According to the synthesised text, unless it is stated otherwise elsewhere in the document, the provisions of the MLI took effect with respect to the treaty: in the UK and Spain, for taxes withheld at source, from 1 January 2023; in the UK, from 1 April 2023 for corporation tax and from 6 April 2023 for income tax and capital gains tax; and in Spain, for other taxes, for taxable periods beginning on or after 1 January 2023.

Corporation tax treatment of compensation for mis-sold interest rate hedging products

The First-tier Tribunal (FTT) has dismissed the taxpayer’s appeal in the corporation tax case Chester Lettings Limited. The case concerns the tax treatment of compensation (including an interest element) received for mis-sold interest rate hedging products (IRHPs). In this case, the hedging product was embedded within the loans. The FTT upheld HMRC's position that the compensation was a ‘redress payment’, taxable as a non-trading loan relationship (NTLR) credit. The taxpayer’s argument that the payment was for a 'lost opportunity', which is a ‘capital’ sum was rejected.

OECD publishes Taxing Wages 2026

The OECD has published the latest in its annual series of employment tax reports Taxing Wages. The latest report shows that the average ‘tax wedge’ – i.e. the average total taxes on labour costs paid by employees and employers as a percentage of the total labour cost to the employer – across the OECD for a single worker earning an average wage was 35.1% in 2025 (up by 0.15 percentage points from 2024). The tax wedge ranged from 52.5% in Belgium to 0% in Colombia. The equivalent figure for the United Kingdom for 2025 was 32.4%: an increase of 2.45 percentage points from 2024, mainly due to fiscal drag and the increase in the national insurance contribution rate accompanied by the lowering of the minimum earnings threshold. The UK’s employment tax burden in 2025 ranked 13th lowest out of the 38 OECD countries.

RCB 3 (2026): VAT treatment of public funds received by further education institutions

HMRC have published Revenue and Customs Brief 3 (2026) (RCB) on the VAT treatment of certain public funds received by further education institutions. The RCB sets out HMRC’s response to the Court of Appeal (CA) judgment in Colchester Institute Corporation. The RCB explains that, historically, HMRC took the view that amounts paid by government agencies to further education institutions to fund free education provided to eligible students were a grant, and outside the scope of VAT. However, in Colchester, the CA confirmed the Upper Tribunal (UT) decision that the funding was third-party consideration for the supply of education services to students. The RCB states that HMRC will not be appealing the CA judgment, which they will now consider further, in consultation with stakeholders. Any change in policy will be announced by way of a RCB and updated guidance.

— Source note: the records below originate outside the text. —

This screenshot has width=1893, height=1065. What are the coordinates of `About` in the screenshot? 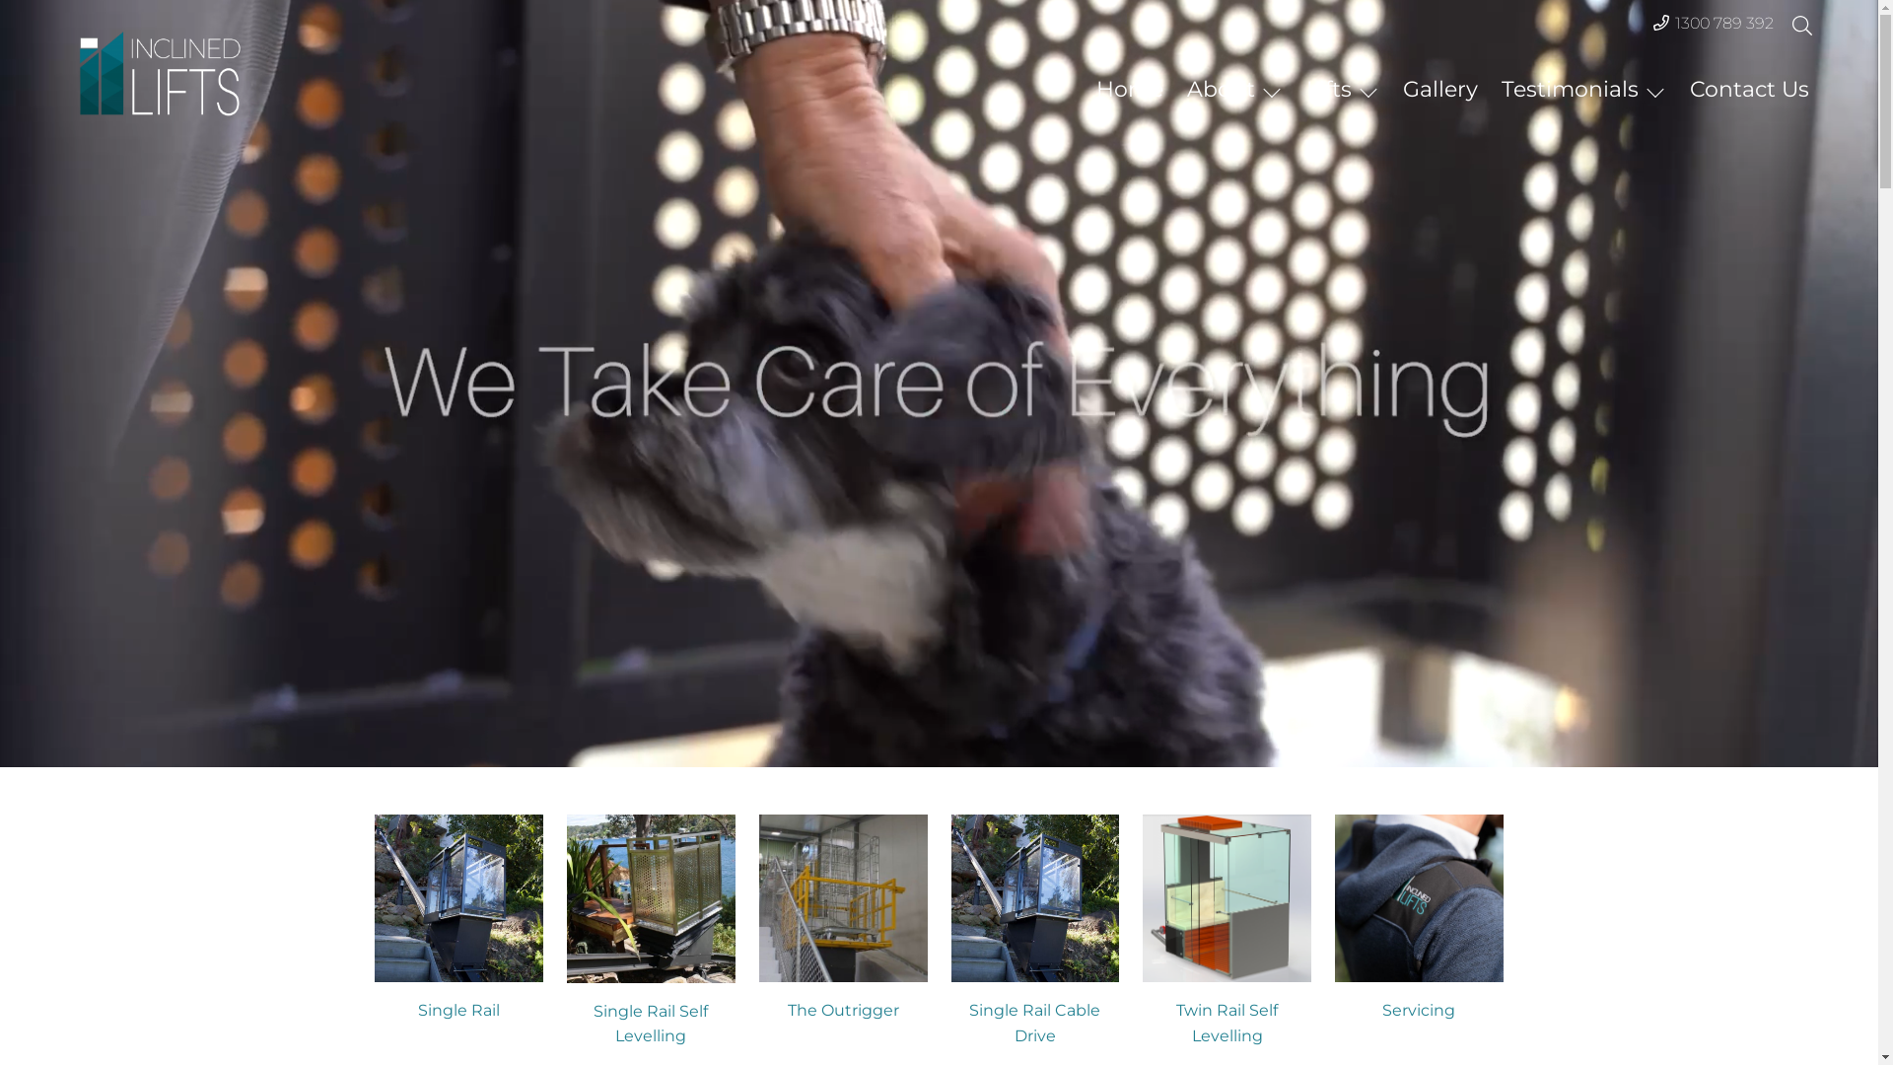 It's located at (1235, 89).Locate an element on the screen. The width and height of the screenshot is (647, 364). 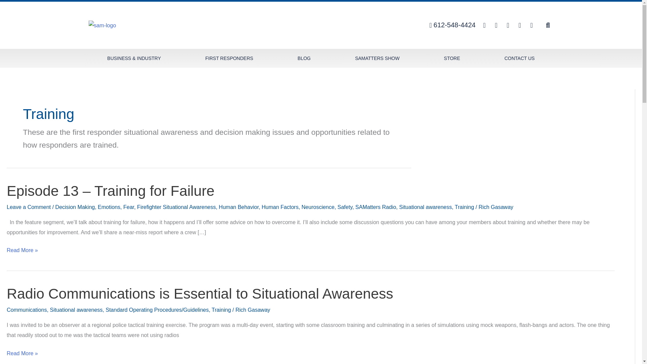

Following the UT decision, HMRC gave further education institutions the option either to treat funding as third-party consideration or to continue treating education as a non-business activity. According to the RCB, for institutions that have continued to treat education as a non-business activity, any change to the VAT treatment will only apply from a future, yet-to-be-announced, date. Such institutions may continue to apply the relevant VAT zero- and reduced-rate reliefs, until the date of any change, and HMRC will not revisit prior periods. Institutions that adopted the third-party consideration approach should continue to do so. Such institutions should not have continued to apply the reliefs and also may be within the scope of the private school fees legislation. (Contact: Jacqui Nicholls)

EMEA Dbriefs webcasts

The next EMEA Dbriefs webcast will take place on Wednesday 20 May 2026 at 12.00 BST/13.00 CEST. In Future-proofing your Global Workforce: The role of location strategy in talent attraction, development, and retention, hosted by Teji Susheela Vishwanath, we will discuss how the transformation of the work landscape, driven by economic and geopolitical uncertainty, talent shortages, AI, and digitisation, is compelling business leaders to strategically rethink their location footprint. We will explore why location strategy matters in a digitised world, and how strategic location decisions can enhance talent attraction, development, and retention.